Interactivity is the catchword for a wide range of innovative solutions that concept designers and engineers are developing in every area of technology and culture. For the authors interaction is more than a technological or aesthetic concept, it is a new means to ally humans and technology in a dynamic and reciprocal form of “living in technology”. This publication gathers together scientists and contributors from diverse fields of activity, providing a fascinating, up-to-date survey of the technological and conceptual equipment of experts engaged in aesthetic disciplines and product design. The editor, Professor Gerhard M. Buurman, is Head of Interactiondesign at the University of Art, Media and Design (HGKZ) in Zurich.

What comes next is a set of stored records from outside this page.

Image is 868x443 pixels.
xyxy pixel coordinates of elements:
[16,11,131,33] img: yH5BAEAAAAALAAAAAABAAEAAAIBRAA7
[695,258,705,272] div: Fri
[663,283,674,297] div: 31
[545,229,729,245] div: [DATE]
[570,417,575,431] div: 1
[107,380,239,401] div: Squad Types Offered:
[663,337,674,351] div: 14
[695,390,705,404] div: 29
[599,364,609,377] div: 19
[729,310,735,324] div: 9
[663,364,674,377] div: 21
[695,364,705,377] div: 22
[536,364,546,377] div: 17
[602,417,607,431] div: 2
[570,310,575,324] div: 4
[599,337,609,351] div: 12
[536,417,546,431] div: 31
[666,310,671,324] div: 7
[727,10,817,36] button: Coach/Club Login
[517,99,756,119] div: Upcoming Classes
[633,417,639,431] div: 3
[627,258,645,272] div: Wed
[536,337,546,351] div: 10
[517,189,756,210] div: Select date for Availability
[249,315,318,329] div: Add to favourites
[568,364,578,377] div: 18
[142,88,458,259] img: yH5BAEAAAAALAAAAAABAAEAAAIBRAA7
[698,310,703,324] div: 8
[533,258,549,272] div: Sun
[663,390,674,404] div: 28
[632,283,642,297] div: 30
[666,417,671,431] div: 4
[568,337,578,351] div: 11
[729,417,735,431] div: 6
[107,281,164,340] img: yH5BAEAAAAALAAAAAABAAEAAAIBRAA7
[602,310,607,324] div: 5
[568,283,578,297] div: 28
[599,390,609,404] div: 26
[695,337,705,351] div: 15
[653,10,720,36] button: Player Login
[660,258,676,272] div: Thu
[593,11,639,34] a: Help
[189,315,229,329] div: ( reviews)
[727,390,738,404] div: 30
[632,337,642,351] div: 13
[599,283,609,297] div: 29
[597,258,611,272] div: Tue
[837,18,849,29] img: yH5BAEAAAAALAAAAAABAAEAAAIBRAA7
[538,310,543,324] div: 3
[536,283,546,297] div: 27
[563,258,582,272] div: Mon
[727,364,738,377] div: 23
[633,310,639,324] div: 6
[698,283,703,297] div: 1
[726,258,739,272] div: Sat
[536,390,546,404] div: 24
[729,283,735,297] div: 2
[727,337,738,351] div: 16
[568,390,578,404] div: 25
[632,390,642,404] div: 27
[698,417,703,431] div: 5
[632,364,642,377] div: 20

The concept of «virtuality» has introduced a completely new mode of representing, presenting, as well as acquiring knowledge. The present collection of papers acknowledges this development and gives a survey over the most important developments, issues, and foundations from an interdisciplinary perspective. This book intends to enlarge the definition of virtual reality in order to go beyond the toy character it may still have in the public. The contributions show that virtuality has not only been successfully applied in various technical and medical domains but also touches basic philosophical problems and questions related to cognitive science. In fact, developing the concept of virtuality further will be the key to many challenges in both theoretical and technical domains.